Another target default you can configure is outputs
:
1{
2 "targetDefaults": {
3 "build": {
4 "outputs": ["./custom-dist"]
5 }
6 }
7}
8
CLI Options
The following command generates a new library: nx g @nrwl/js:lib mylib
. After setting the defaultCollection
property, the lib is generated without mentioning the collection name: nx g lib mylib
.
1{
2 "cli": {
3 "defaultCollection": "@nrwl/js"
4 }
5}
6
Generators
Default generator options are configured in nx.json
as well. For instance, the following tells Nx to always pass --buildable=true
when creating new libraries.
1{
2 "generators": {
3 "@nrwl/js:library": {
4 "buildable": true
5 }
6 }
7}
8
Tasks Runner Options
A task is an invocation of a target.
Tasks runners are invoked when you run nx test
, nx build
, nx run-many
, nx affected
, and so on. The tasks runner named "default" is used by default. Specify a different one like this nx run-many --target=build --all --runner=another
.
Tasks runners can accept different options. The following are the options supported by "nx/tasks-runners/default"
and "@nrwl/nx-cloud"
.
Property | Descrtipion |
---|---|
cacheableOperations | defines the list of targets/operations that are cached by Nx |
parallel | defines the max number of targets ran in parallel (in older versions of Nx you had to pass --parallel --maxParallel=3 instead of --parallel=3 ) |
captureStderr | defines whether the cache captures stderr or just stdout |
skipNxCache | defines whether the Nx Cache should be skipped (defaults to false ) |
cacheDirectory | defines where the local cache is stored (defaults to node_modules/.cache/nx ) |
encryptionKey | (when using "@nrwl/nx-cloud" only) defines an encryption key to support end-to-end encryption of your cloud cache. You may also provide an environment variable with the key NX_CLOUD_ENCRYPTION_KEY that contains an encryption key as its value. The Nx Cloud task runner normalizes the key length, so any length of key is acceptable |
runtimeCacheInputs | defines the list of commands that are run by the runner to include into the computation hash value |
selectivelyHashTsConfig | only hash the path mapping of the active project in the tsconfig.base.json (e.g., adding/removing projects doesn't affect the hash of existing projects) (defaults to false ) |
runtimeCacheInputs
are set as follows:
1{
2 "tasksRunnerOptions": {
3 "default": {
4 "runner": "nx/tasks-runners/default",
5 "options": {
6 "cacheableOperations": ["build", "lint", "test", "e2e"],
7 "runtimeCacheInputs": ["node -v"]
8 }
9 }
10 }
11}
12
You can configure parallel
in nx.json
, but you can also pass them in the terminal nx run-many --target=test --parallel=5
.
.nxignore
You may optionally add an .nxignore
file to the root. This file is used to specify files in your workspace that should be completely ignored by Nx.

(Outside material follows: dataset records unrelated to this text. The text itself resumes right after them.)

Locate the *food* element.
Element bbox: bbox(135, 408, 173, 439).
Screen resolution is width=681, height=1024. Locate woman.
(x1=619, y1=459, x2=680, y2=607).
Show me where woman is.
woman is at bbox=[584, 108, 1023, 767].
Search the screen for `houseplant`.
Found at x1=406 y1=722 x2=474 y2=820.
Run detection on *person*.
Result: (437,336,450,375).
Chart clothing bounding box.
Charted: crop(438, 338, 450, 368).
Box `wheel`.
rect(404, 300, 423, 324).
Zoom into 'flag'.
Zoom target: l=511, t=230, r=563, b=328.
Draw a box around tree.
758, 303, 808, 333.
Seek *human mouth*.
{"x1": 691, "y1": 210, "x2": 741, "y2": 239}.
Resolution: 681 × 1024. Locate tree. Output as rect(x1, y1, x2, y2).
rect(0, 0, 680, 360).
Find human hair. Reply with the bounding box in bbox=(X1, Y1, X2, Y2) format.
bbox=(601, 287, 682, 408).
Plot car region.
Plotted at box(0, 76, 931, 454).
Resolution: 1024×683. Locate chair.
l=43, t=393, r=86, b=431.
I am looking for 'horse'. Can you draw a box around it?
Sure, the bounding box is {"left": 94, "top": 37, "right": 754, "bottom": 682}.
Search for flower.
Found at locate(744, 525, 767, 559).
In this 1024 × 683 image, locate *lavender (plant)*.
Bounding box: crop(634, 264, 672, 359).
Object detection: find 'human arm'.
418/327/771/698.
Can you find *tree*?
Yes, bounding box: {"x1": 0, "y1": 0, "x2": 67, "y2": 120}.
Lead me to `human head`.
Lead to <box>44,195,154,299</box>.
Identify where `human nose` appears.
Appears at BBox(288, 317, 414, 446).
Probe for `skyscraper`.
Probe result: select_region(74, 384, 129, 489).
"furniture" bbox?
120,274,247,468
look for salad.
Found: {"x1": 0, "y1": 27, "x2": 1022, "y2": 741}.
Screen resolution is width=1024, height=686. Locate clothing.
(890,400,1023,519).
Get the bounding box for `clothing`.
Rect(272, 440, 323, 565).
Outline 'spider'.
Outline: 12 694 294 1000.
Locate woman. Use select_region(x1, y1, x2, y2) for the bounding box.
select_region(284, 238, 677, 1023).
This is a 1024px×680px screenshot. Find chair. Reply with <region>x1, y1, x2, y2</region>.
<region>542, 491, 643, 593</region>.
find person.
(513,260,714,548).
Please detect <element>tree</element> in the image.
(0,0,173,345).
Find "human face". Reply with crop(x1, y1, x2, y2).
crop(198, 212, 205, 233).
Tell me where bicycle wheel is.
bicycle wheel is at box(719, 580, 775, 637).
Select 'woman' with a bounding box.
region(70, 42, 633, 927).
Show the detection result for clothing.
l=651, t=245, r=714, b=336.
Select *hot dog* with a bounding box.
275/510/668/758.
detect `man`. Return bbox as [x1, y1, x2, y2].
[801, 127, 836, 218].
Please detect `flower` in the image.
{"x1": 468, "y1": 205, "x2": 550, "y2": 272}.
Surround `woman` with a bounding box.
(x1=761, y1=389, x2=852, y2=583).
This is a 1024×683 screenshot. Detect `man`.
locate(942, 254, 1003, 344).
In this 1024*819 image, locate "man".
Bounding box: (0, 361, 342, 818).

The syntax is the same as a .gitignore
file.
When a file is specified in the .nxignore
file:
- Changes to that file are not taken into account in the
affected
calculations. - Even if the file is outside an app or library,
nx workspace-lint
won't warn about it.
Validating the configuration
If at any point in time you want to check if your configuration is in sync, you can use the workspace-lint executor:
nx workspace-lint
This will identify any projects with no files in the configured project root folder, as well as any file that's not part of any project configured in the workspace.